Sometimes it is the lack of information, other times it is the abundance of information that hampers efficient decision making. In a rich environment, finding the relevant features from a flurry of irrelevant garbage is key to reaching the right conclusion. The brain needs to address this problem.

Even very simple experiments convincingly demonstrate  that the brain is actually mastering this gating of information: in the attentional blindness paradigm one is tasked to count passes in a video showing a handful of people playing basketball. During the intense game a gorilla is passing through the players.
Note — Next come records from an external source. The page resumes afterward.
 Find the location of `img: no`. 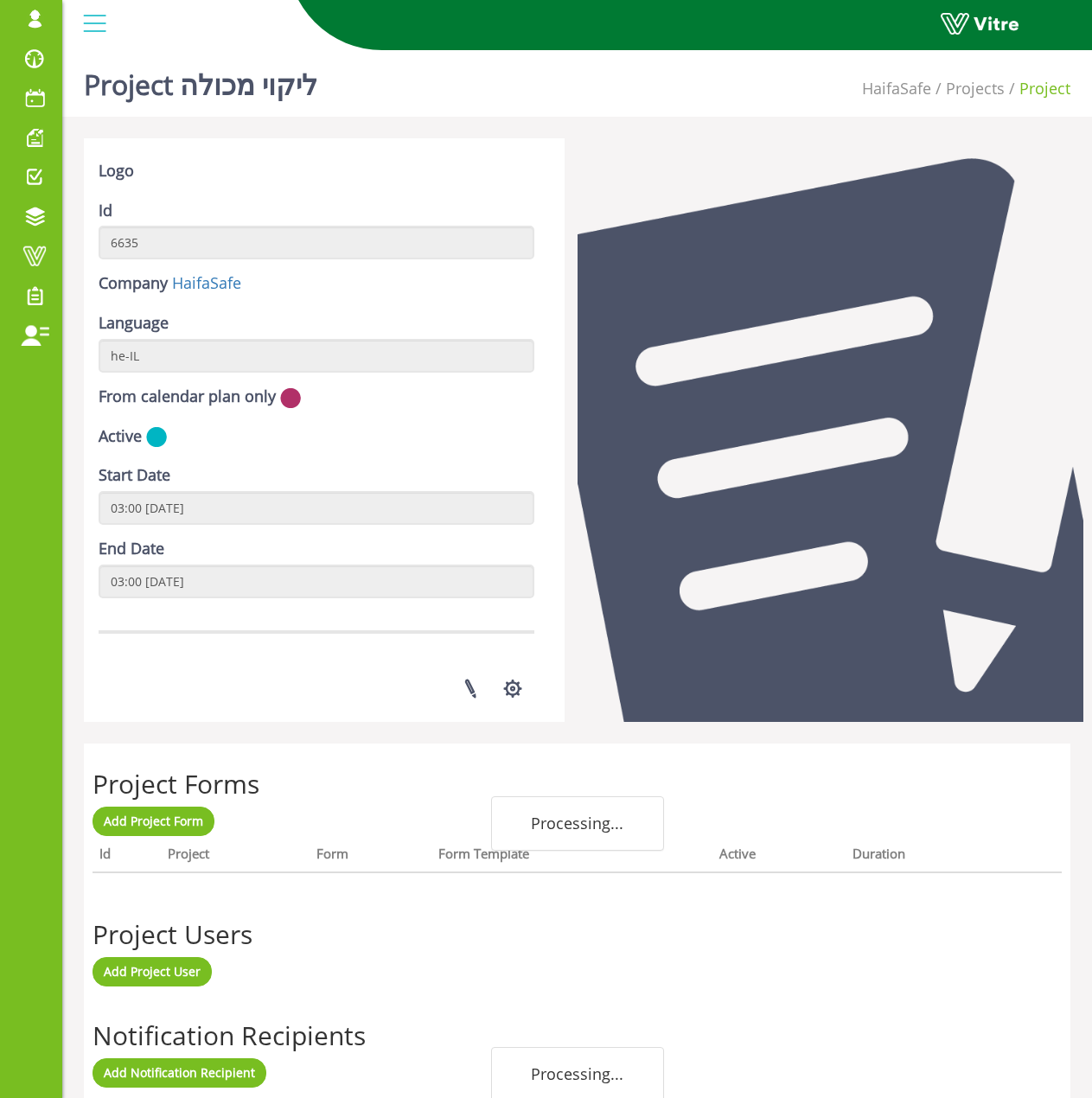

img: no is located at coordinates (290, 398).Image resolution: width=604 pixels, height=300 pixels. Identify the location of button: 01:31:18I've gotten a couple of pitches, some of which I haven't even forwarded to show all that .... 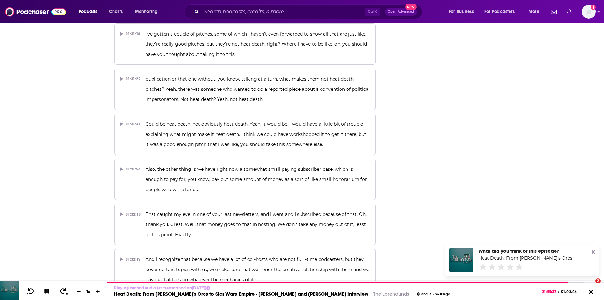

Strangest than the presence of a gorilla in a basketball scene is the fact that the gorilla goes unnoticed at  the overwhelming majority of viewers.

Is it the visual cortex which abandons on irrelevant information, or does this happen somewhere higher along the processing hierarchy? With our amazing collaborators at UCLA, the Golshani lab, we investigated mice during a task in which they were presented with both visual and auditory information and were required to make decisions on either the visual or the auditory modality. Since the modality that determined how reward could be obtained changed during the experiment, the relevance of information was actually not constant. This made it possible to assess how stimulus representation is affected by changing relevance. Reassuringly, the visual cortex did its job: the visual stimulus was represented irrespective of the relevance of this modality. However, in a region that is responsible for identifying the right behavioral strategy, the Anterior Cingulate Cortex (ACC) the irrelevant stimulus modality was systematically suppressed when the particular modality became irrelevant. Training a recurrent neural network on an identical task revealed a specific mechanism that leads to such suppression: contextual gating through mutual inhibition between neural subpopulations. A signature of this mechanism was identified in in silico  experiments, which we could identify in our animal experiments as well.

The study was spearheaded by Marci Hajnal, and was greatly supported by ideas from Zsombor Szabó, as well as experiments by Andi Albert.